4. Log into the pi using SSH in OSX type
SSH pi@IP Address
and use the password “raspberry”
5. type
sudo raspi-config
select Internationalisation Options and set your timezone then go into Advanced options and turn ON serial! Exit raspi-config and reboot your Pi when prompted
It is good practice to expand your filesystem at this point however I haven’t found raspi-config GUI very good at this so run:
raspi-config --expand-rootfs and reboot when finished
6. SSH back into your pi run:
sudo apt-get update sudo apt-get upgrade -y
7. Change the default password! type
passwd
and enter your old password followed by your new one as prompted!
Configure VNC:
1. to Install VNC Viewer type
sudo apt-get install tightvncserver
2. If you want to change the VNC port type
sudo nano /usr/bin/vncserver
find the line
$vncPort = 5900 + $displayNumber;
and change 5900 to the port you want to use, I use 59000 which equated to 59001 in real life. Press Ctrl>X, Y, Enter to save and exit nano
3. To make VNC run from boot you need to create a script, type
save and exit nano, reboot and VNC should now run from startup!
4. You can now connect to your Pi using VNC! so VNC into your Pi and set a static IP using the network settings GUI in the top right of the screen and reboot, the next few steps can be done through SSH or terminal in VNC its up to you.

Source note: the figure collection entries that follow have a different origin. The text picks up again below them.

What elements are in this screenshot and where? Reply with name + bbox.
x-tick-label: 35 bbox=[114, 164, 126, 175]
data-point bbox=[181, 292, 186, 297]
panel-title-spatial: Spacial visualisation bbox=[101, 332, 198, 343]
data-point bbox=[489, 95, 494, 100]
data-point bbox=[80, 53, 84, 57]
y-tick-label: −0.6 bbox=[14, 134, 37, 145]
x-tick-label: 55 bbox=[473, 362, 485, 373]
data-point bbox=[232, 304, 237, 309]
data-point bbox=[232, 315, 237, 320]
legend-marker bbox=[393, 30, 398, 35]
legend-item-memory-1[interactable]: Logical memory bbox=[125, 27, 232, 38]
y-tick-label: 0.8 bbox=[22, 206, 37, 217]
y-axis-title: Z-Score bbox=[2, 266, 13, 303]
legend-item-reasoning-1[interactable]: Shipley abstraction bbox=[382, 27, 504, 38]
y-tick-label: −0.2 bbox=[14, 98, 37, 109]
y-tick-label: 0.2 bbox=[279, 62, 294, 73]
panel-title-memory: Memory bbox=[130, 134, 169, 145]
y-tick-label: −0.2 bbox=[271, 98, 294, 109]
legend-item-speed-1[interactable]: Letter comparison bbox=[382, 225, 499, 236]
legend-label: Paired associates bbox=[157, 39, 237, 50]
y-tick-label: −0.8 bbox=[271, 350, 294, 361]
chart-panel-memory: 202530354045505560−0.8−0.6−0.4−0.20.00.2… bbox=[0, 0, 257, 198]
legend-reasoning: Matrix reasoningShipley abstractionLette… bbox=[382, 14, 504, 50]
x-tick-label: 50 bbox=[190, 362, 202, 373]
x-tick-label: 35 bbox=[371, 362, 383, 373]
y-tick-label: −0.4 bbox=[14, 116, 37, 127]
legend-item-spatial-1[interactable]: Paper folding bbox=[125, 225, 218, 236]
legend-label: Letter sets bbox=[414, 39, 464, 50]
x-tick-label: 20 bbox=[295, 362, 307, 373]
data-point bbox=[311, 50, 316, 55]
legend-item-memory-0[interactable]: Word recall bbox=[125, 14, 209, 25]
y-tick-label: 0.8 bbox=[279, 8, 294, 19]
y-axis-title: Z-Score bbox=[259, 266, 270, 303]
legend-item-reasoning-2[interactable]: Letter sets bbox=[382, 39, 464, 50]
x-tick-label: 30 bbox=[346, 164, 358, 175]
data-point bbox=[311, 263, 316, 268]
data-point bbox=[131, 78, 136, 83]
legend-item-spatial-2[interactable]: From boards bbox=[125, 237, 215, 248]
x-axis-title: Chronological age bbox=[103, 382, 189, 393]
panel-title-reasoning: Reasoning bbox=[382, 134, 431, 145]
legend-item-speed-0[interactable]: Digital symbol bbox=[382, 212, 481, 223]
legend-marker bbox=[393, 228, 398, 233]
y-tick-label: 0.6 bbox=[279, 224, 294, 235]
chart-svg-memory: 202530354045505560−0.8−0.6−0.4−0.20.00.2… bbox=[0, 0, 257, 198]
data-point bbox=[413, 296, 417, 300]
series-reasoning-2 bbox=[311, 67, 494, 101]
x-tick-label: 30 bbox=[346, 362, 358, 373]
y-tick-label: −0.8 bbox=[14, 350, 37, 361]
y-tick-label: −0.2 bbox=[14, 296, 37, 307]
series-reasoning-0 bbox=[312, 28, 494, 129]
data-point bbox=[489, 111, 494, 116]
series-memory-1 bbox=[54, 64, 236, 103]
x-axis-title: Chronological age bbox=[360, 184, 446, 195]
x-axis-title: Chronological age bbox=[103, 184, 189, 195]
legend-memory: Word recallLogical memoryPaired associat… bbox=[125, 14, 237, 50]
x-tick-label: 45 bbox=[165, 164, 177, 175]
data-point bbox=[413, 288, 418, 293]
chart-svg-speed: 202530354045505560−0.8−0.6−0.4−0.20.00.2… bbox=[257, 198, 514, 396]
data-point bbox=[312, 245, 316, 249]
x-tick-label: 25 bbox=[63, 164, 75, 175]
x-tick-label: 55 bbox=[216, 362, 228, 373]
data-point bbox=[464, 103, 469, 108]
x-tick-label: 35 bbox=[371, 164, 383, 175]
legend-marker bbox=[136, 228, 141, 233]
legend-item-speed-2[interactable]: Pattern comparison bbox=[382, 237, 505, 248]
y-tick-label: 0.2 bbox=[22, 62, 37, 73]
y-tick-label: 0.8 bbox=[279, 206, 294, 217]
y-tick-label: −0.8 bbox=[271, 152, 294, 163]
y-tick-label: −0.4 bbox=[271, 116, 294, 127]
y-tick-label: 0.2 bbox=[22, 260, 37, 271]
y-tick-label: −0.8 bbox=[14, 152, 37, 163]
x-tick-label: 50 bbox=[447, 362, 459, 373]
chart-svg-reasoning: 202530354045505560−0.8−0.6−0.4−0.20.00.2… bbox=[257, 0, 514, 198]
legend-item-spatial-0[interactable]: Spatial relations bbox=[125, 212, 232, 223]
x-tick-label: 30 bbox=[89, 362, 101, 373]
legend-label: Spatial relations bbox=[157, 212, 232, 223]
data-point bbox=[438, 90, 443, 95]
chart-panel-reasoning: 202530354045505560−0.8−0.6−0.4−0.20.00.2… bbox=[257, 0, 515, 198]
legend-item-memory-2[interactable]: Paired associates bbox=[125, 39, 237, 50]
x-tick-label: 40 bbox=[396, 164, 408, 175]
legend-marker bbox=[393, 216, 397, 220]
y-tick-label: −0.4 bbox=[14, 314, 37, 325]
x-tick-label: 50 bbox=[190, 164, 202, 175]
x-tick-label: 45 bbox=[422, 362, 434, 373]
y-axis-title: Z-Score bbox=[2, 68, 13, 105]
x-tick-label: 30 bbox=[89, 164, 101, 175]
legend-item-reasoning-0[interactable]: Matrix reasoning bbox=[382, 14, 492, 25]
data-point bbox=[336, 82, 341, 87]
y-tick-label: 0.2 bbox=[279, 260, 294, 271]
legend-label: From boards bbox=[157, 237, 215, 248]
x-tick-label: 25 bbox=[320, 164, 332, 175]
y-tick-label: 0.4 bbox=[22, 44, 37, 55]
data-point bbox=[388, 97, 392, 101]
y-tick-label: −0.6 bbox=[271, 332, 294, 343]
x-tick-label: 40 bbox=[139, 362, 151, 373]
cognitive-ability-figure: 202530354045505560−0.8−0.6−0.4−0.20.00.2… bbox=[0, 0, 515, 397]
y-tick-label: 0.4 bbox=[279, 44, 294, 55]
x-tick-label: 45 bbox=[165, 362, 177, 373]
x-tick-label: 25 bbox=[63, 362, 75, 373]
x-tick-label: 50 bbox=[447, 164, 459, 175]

If you haven’t installed your slice of radio yet, shut down your Pi and fit it
sudo shutdown 0 otherwise reboot the Pi sudo reboot
3. next we need to setup your radios, If you’ve already done this skip to step 5 otherwise dowload launchpad from wirelessthings and copy it to your pi, this is a collection of gui python scripts used to configure your wireless sensors. I have put mine in home/pi/launchpad using vnc in terminal run
gksudo python LaunchPad.py
to fire it up. (using gksudo rather than sudo fixes display 0.0 errors caused by running X programs on VNC, you may not need this if using a monitor.)

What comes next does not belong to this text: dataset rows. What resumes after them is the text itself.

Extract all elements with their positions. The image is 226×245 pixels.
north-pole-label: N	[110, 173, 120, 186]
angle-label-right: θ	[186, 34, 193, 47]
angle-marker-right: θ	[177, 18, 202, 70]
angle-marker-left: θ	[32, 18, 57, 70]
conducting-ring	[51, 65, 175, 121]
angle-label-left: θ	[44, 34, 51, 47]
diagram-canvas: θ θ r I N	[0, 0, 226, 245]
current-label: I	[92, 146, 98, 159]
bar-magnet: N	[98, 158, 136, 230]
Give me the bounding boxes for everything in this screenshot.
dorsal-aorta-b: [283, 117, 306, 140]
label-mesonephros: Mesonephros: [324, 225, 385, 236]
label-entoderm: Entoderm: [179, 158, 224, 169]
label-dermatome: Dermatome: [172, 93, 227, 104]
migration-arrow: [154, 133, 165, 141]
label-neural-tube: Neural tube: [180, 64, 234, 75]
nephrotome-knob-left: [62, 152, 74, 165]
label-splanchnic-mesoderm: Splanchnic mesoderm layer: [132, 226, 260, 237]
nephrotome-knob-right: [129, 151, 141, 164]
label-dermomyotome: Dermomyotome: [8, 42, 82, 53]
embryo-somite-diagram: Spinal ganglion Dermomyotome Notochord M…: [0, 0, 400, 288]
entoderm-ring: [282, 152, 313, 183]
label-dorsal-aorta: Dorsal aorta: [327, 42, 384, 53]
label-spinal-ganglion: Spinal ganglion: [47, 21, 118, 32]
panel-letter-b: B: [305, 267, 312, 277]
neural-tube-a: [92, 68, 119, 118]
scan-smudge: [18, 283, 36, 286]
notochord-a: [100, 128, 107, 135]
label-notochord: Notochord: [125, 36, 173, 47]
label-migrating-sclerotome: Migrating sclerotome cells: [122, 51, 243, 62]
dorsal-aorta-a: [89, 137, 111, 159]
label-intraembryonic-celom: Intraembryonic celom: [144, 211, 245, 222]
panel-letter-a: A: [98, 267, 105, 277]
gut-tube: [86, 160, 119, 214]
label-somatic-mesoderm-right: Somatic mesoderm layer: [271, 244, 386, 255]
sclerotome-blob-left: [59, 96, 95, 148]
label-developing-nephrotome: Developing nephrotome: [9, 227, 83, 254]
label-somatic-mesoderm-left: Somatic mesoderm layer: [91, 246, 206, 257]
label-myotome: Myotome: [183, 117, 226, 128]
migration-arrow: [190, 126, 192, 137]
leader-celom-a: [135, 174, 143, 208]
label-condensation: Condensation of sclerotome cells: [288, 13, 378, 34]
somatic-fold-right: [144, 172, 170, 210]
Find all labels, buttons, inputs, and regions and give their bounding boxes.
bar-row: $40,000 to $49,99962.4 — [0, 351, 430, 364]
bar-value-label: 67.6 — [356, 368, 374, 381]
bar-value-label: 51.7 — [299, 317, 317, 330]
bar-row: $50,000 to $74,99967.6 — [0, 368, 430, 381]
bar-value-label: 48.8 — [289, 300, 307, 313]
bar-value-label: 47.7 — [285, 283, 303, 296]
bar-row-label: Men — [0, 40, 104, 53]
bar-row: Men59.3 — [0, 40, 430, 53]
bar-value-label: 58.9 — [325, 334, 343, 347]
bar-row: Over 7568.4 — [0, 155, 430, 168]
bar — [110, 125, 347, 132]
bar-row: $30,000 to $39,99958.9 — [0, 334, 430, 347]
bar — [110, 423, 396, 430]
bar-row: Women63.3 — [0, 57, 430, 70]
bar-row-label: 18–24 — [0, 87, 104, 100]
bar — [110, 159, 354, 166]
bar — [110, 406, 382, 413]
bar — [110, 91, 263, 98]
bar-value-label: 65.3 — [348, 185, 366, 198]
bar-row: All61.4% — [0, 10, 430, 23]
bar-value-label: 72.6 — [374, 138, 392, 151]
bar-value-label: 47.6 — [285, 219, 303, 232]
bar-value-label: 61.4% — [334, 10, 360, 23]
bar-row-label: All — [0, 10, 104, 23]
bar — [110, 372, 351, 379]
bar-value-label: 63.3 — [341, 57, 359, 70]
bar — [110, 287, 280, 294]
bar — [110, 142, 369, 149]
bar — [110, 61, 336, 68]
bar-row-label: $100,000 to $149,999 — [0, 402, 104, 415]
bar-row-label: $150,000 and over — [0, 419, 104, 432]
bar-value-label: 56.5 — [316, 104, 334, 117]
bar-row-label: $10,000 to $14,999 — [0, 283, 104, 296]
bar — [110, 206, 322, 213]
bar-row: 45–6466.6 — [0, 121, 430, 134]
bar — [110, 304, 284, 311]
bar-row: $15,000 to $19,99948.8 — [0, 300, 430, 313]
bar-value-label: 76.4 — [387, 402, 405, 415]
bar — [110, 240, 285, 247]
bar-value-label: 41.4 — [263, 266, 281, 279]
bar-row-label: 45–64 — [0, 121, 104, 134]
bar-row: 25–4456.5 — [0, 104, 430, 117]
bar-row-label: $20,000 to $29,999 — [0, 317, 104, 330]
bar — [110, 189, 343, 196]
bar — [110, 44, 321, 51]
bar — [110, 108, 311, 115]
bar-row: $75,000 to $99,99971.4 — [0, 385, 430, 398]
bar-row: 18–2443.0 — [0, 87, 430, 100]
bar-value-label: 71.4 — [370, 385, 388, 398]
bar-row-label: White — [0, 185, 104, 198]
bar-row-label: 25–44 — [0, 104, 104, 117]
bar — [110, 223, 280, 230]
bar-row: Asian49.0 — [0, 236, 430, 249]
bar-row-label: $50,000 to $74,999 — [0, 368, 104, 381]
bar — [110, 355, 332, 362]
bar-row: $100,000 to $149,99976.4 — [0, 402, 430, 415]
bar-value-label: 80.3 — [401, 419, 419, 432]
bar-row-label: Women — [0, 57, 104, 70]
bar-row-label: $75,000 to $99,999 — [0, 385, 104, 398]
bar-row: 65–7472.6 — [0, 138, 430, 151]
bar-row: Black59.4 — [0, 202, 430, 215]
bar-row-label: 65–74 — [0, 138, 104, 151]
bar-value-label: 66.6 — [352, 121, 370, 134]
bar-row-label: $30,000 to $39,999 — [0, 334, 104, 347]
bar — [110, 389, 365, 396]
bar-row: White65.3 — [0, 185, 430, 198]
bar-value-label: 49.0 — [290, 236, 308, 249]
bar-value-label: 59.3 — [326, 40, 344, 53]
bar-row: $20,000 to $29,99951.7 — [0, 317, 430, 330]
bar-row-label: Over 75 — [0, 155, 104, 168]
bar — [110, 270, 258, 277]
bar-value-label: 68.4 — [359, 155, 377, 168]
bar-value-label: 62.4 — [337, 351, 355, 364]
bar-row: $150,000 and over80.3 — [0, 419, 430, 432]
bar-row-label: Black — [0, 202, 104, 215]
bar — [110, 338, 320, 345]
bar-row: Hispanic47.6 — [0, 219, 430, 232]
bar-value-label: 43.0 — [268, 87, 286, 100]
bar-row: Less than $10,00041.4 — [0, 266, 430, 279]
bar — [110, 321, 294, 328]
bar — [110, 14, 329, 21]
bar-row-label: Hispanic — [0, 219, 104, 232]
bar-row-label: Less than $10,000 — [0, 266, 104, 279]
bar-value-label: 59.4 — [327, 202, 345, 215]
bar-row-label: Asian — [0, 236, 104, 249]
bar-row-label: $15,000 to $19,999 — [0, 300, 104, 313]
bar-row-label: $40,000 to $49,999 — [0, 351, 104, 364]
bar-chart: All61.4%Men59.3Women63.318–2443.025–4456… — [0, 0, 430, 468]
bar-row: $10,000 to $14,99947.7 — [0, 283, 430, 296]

4. In LaunchPad, Click on message bridge and hit start wait a second, then click on Configuration wizard (ignore the message stating “Message bridge not found”) then select “serial” in the next window you can configure your sensors, press the configure button on a sensor for one second, wait for it to communicate with wireless bridge and follow the on screen setup, repeat for each sensor. Once you are finished exit LaunchPad
5. next we install minicom to test communication with your sensors is working correctly so type
sudo apt-get install minicom -y
once installed we need to run
minicom -b 9600 -o -D /dev/ttyAMA0
This will open minicom and if all is well you will see your sensors responding, remember they will only report as often as you have told them to so you may need to be patient! Exit minicom when you are happy that the sensors are responding.
Ctrl A, X
BACKUP your SD Card:
At this point I’d recommend backing up your SD card image and archiving it:
Apache2 optimisation:
you can disable unused modules to speed up apache2, I disabled these but it’s made no difference.

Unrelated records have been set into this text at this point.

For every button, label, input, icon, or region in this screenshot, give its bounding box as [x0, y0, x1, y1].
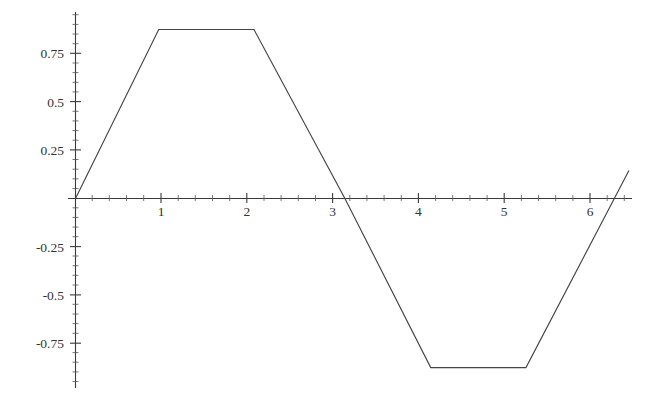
x-tick-label-4: 4 — [415, 204, 422, 219]
trapezoidal-wave-chart: 1 2 3 4 5 6 0.75 0.5 0.25 -0.25 -0.5 -0.… — [0, 0, 654, 402]
y-tick-label-neg075: -0.75 — [36, 336, 64, 351]
x-tick-label-5: 5 — [501, 204, 508, 219]
x-tick-label-3: 3 — [329, 204, 336, 219]
y-tick-label-neg05: -0.5 — [43, 288, 65, 303]
y-tick-label-neg025: -0.25 — [36, 240, 64, 255]
x-tick-label-6: 6 — [587, 204, 594, 219]
y-tick-label-025: 0.25 — [40, 143, 64, 158]
x-tick-label-2: 2 — [243, 204, 250, 219]
chart-container: 1 2 3 4 5 6 0.75 0.5 0.25 -0.25 -0.5 -0.… — [0, 0, 654, 402]
y-tick-label-075: 0.75 — [40, 46, 64, 61]
y-tick-label-05: 0.5 — [47, 95, 64, 110]
x-tick-label-1: 1 — [158, 204, 165, 219]
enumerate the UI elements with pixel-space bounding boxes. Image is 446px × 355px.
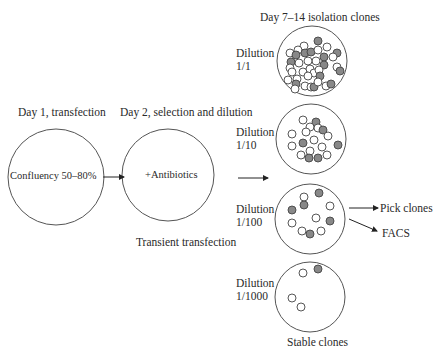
antibiotics-label: +Antibiotics	[145, 169, 198, 181]
day2-heading: Day 2, selection and dilution	[120, 106, 253, 119]
dilution-ratio: 1/10	[236, 139, 274, 152]
dilution-title: Dilution	[236, 277, 274, 290]
dilution-label-1: Dilution 1/1	[236, 47, 274, 73]
dilution-label-100: Dilution 1/100	[236, 203, 274, 229]
dilution-plate-1-100	[275, 184, 345, 254]
dilution-ratio: 1/1	[236, 60, 274, 73]
transient-transfection-label: Transient transfection	[136, 236, 236, 249]
dilution-plate-1-1000	[275, 262, 345, 332]
dilution-label-10: Dilution 1/10	[236, 126, 274, 152]
confluency-label: Confluency 50–80%	[10, 170, 97, 182]
dilution-title: Dilution	[236, 126, 274, 139]
clones-1-10	[288, 116, 342, 162]
dilution-ratio: 1/1000	[236, 290, 274, 303]
facs-label: FACS	[382, 227, 410, 240]
dilution-ratio: 1/100	[236, 216, 274, 229]
dilution-label-1000: Dilution 1/1000	[236, 277, 274, 303]
pick-clones-label: Pick clones	[380, 202, 433, 215]
clones-1-100	[288, 189, 334, 238]
day1-heading: Day 1, transfection	[18, 106, 106, 119]
dilution-title: Dilution	[236, 47, 274, 60]
clones-1-1000	[288, 265, 322, 311]
day7-heading: Day 7–14 isolation clones	[260, 11, 380, 24]
arrow-to-facs	[349, 219, 377, 231]
dilution-title: Dilution	[236, 203, 274, 216]
stable-clones-label: Stable clones	[287, 336, 348, 349]
clones-1-1	[284, 37, 344, 93]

Thats kind of it for configuration, you now have a Pi 3 running the latest Raspbian, you have sensors attached and reporting, you have a webserver installed, mysql, php and python so you can do with it what you like!
Originally I followed this project to get me going http://www.lourenco.eu/temperature/instructions.html but I have since ditched it in place of my own version.
Originally a 1600L this car had a 2ltr Sierra engine and type 9 gearbox professionally fitted around 10 years ago. Its a nippy car that Runs perfectly with a progresive webber and stainless exhaust.
Its stock height and besides the inertia seatbelts its the Original Interior, they are also the original wheels.
The suspension has been poly bushed and it has adjustable tension Gas Shocks fitted giving it great road handling compared to the standard cortina, however its still really comfortable for day to day driving.
It is in great condition generally and has been resprayed at some point in its life, it does need a small repair to a wing, one sill and rear arches (not MOT fails) but it comes with brand new sills and rear arch repair panels, I had planned on getting these done but never got round to it as they really aren’t that bad.